The Board Room

Published on 2 June 2026 at 19:52

The Board Room | Jordan Peace | Genre: Political Satire | Runtime: 18 Minutes

Ever had a bad first day at the office? 😅 Try finding out that global warfare is decided by a game of darts 🎯 and a chaotic A.I. fax machine called "The Policy Spitter"! 🖨️💥

There is a distinct, lingering terror in the realization that the people holding the fate of the world in their hands might simply be making it up as they go along. In his 18-minute political satire "The Board Room," ambitious young director Jordan Peace weaponizes this exact anxiety, crafting a blistering, stylized takedown of institutional power and bureaucratic hypocrisy. It's a film that wrings nervous laughter out of global instability, forcing us to confront the catastrophic absurdity of the ruling class.

 

We experience this descent into administrative madness through the eyes of Mr. Schaffer, a fresh-faced employee embarking on his first day at a high-stakes government job. Instead of witnessing dignified statecraft and calculated diplomacy, Schaffer is thrust into a claustrophobic room occupied by an outrageously incompetent coalition of decision-makers. Here, the gravest of global consequences are treated with the flippancy of a parlor game. The choice of which country to plunge into war is decided by the casual toss of a dart at a board—with the chilling, hilarious caveat that if it happens to strike a first-world nation, they just call a "redo."

 

Through Schaffer’s internal conflict and his navigation of the room's volatile power struggles, Peace asks a profoundly introspective question: who is actually in charge, and more importantly, what kind of deeply flawed human being actively desires the authority to push the big red button?

 

Operating on the exact same manic, doomsday frequency as Stanley Kubrick’s "Dr. Strangelove," the film makes an unapologetic mockery of the officials who navigate real-world geopolitics. Yet, what makes "The Board Room" so thrilling—and frankly, so deeply unsettling—is how its sheer absurdity circles back to a terrifying believability. As outlandish as the narrative gets and as foolish as these characters behave, you find yourself watching and thinking that this hyper-exaggerated fiction must be closer to reality than we care to admit. It speaks volumes about the current state of global leadership; history is littered with decisions so devastatingly clumsy and inept that it feels entirely plausible they were made by a room full of caricatures taking orders from a fax machine.

 

To carry this weight, the film is intensely performance-driven, relying on razor-sharp, stylized dialogue rather than sweeping set pieces. Peace demonstrates a sharp, growing interest in the mechanics of institutional failure, keeping the tension high and the pacing incredibly tight.

 

However, while the film’s conceptual ambition and narrative execution are fiercely engaging, its technical polish occasionally betrays its indie roots, holding it back from absolute perfection. Peace makes a bold visual choice to render the film primarily in black and white, utilizing the color red as a stark, recurring focal point. In theory, this spot-color technique is a brilliant visual metaphor for the bloody consequences of sterile bureaucracy.

 

In practice, the post-production color grading is noticeably patchy and lacks the seamless consistency needed to make the motif work flawlessly from start to finish. Additionally, the immersion is briefly disrupted by a couple of moments where raw set audio seems to have slipped through the final mix, and the rather unappealing typography chosen for the on-screen text and credits feels somewhat out of step with the film's otherwise slick tone.

 

Despite these post-production rough edges, "The Board Room" remains a highly effective, thought-provoking piece of cinema. It's an original and biting satire that successfully utilizes its short runtime to deliver a massive, lingering impact, proving that the most terrifying horror stories are often disguised as political comedies.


> **ACTIVITY**
If a line of the data below holds the word "still", list it.
--- DATA FOR THE TASK Enclosed Below ---
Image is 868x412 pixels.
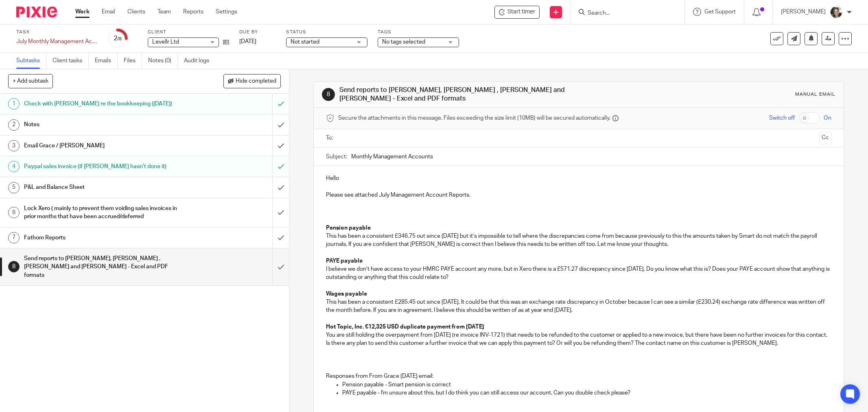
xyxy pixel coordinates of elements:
[781,7,826,16] p: [PERSON_NAME]
[326,174,832,182] p: Hello
[216,7,237,16] a: Settings
[52,53,88,69] a: Client tasks
[769,114,795,122] span: Switch off
[495,6,540,19] div: Levellr Ltd - July Monthly Management Accounts - Levellr
[16,29,98,36] label: Task
[286,29,368,36] label: Status
[8,161,20,172] div: 4
[830,6,843,19] img: barbara-raine-.jpg
[326,265,832,282] p: I believe we don’t have access to your HMRC PAYE account any more, but in Xero there is a £571.27...
[148,29,229,36] label: Client
[16,37,98,45] div: July Monthly Management Accounts - Levellr
[95,53,118,69] a: Emails
[8,120,20,130] div: 2
[291,39,319,45] span: Not started
[102,7,115,16] a: Email
[117,37,122,41] small: /8
[24,252,184,282] h1: Send reports to [PERSON_NAME], [PERSON_NAME] , [PERSON_NAME] and [PERSON_NAME] - Excel and PDF fo...
[326,372,832,380] p: Responses from From Grace [DATE] email:
[240,38,256,44] span: [DATE]
[24,232,184,244] h1: Fathom Reports
[326,258,362,264] strong: PAYE payable
[326,324,484,330] strong: Hot Topic, Inc. €12,325 USD duplicate payment from [DATE]
[24,202,184,223] h1: Lock Xero ( mainly to prevent them voiding sales invoices in prior months that have been accrued/...
[148,53,178,69] a: Notes (0)
[382,39,425,45] span: No tags selected
[128,7,145,16] a: Clients
[24,118,184,130] h1: Notes
[183,7,203,16] a: Reports
[326,134,335,142] label: To:
[326,331,832,348] p: You are still holding the overpayment from [DATE] (re invoice INV-1721) that needs to be refunded...
[75,7,90,16] a: Work
[326,291,367,297] strong: Wages payable
[338,114,611,122] span: Secure the attachments in this message. Files exceeding the size limit (10MB) will be secured aut...
[8,74,53,88] button: + Add subtask
[587,10,660,17] input: Search
[342,389,832,397] p: PAYE payable - I'm unsure about this, but I do think you can still access our account. Can you do...
[223,74,281,88] button: Hide completed
[24,98,184,110] h1: Check with [PERSON_NAME] re the bookkeeping ([DATE])
[342,380,832,389] p: Pension payable - Smart pension is correct
[114,34,122,43] div: 2
[340,86,596,103] h1: Send reports to [PERSON_NAME], [PERSON_NAME] , [PERSON_NAME] and [PERSON_NAME] - Excel and PDF fo...
[8,207,20,218] div: 6
[157,7,171,16] a: Team
[796,91,836,98] div: Manual email
[326,225,371,231] strong: Pension payable
[705,9,736,15] span: Get Support
[378,29,459,36] label: Tags
[8,261,20,272] div: 8
[8,140,20,152] div: 3
[240,29,276,36] label: Due by
[326,153,347,161] label: Subject:
[8,182,20,194] div: 5
[124,53,142,69] a: Files
[24,160,184,172] h1: Paypal sales invoice (if [PERSON_NAME] hasn't done it)
[24,181,184,194] h1: P&L and Balance Sheet
[152,39,179,45] span: Levellr Ltd
[184,53,215,69] a: Audit logs
[16,53,47,69] a: Subtasks
[819,132,832,144] button: Cc
[326,232,832,249] p: This has been a consistent £346.75 out since [DATE] but it’s impossible to tell where the discrep...
[326,191,832,199] p: Please see attached July Management Account Reports.
[24,140,184,152] h1: Email Grace / [PERSON_NAME]
[824,114,832,122] span: On
[8,232,20,244] div: 7
[236,78,276,84] span: Hide completed
[8,98,20,110] div: 1
[326,298,832,315] p: This has been a consistent £285.45 out since [DATE]. It could be that this was an exchange rate d...
[16,6,57,17] img: Pixie
[322,88,335,101] div: 8
[508,7,535,16] span: Start timer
--- End of Enclosed DATA FOR THE TASK ---
> **RESPONSE TO THIS TASK**
[326,331,832,348] p: You are still holding the overpayment from [DATE] (re invoice INV-1721) that needs to be refunded...
[342,389,832,397] p: PAYE payable - I'm unsure about this, but I do think you can still access our account. Can you do...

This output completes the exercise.